My husband teaches language arts in our local middle school and he receives publications from NYSUT (New York State United Teachers). I was struck by the recent cover photo and the statistic: 1 in 4 children in New York live in poverty.
When I think of poverty, the first thing that comes to mind is food: having enough food. The idea that a child who doesn’t have enough food can’t function well in the classroom makes sense to me. The idea that 1 in 4 children experience this in my state is mind-boggling. I do know, however, that we haven’t met the need for food in our community and that the same is true in other communities.
The article focuses on the gap between the rich and the poor:
- Poverty as the daily reality, the fundamental obstacle that educators, health care workers and public service providers face each day – in rural, suburban or urban communities.
- Economic policy, deregulation, tax structure, political will, debt battle, government shut down, polarization
- The widening gap between rich and poor, the hollowing out of the middle class.

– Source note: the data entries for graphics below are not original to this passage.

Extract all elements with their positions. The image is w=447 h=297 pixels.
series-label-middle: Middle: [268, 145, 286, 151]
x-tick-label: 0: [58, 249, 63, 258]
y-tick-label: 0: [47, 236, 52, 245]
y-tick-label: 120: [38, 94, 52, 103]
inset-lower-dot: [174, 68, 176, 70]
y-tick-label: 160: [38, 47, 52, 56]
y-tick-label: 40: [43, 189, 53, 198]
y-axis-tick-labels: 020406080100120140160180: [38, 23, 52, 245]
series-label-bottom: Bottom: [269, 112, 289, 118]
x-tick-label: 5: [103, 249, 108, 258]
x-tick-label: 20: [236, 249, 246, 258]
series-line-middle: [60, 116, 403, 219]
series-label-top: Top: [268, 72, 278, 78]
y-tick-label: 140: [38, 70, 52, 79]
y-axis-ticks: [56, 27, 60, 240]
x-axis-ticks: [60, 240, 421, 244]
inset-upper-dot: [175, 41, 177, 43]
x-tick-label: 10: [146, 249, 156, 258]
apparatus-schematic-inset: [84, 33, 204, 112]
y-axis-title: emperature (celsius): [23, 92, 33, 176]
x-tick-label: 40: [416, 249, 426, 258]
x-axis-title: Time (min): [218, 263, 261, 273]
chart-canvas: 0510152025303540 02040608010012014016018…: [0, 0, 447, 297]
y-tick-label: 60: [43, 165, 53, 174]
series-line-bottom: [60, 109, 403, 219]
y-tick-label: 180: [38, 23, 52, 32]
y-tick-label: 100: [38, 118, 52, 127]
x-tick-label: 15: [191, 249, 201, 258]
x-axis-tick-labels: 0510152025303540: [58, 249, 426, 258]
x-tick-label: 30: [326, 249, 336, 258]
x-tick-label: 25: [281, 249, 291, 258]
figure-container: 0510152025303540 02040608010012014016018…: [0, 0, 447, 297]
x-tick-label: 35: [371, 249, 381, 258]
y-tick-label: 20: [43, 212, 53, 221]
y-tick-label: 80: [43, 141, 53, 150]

The article states that there is “little to suggest that change is in sight” which is typically where we end up in our adult conversations. There is little to suggest change is in sight because we continue to look in the direction of the above. As adults, we have created complicated scenarios and we argue within this web. We argue more than we accomplish. Well not all of us. It’s time we turned our attention to the solution makers.
Some of us have heard about Pam Koner or the project called Family-to-Family. Some of us have joined with her to create the solution that is needed: shared prosperity. Pam is a project originator, a role model, someone who can help us replicate. We can build with her, with those who already do. We can educate our children about this need and solution. We can participate with our children.
It’s time we turned the the focus of education and the attention of our youth toward the solution makers – to learn from them, become involved with them. It’s time to provide opportunity for our youth – the next generation – to participate in generating these solutions; to learn how to work together with clear goals, how to tend to the self and to others; to experience how good it feels to accomplish goals and make things better.
All that we need, we have. We have allowed the wrong models to take center stage for too long. We are more intelligent than this. We need to look in the direction of where the real power to change lies – among ourselves as a people. We are doing it – in small and large scale. We just have yet to position what we have to hit the home run and see our efforts come together in truly large scale.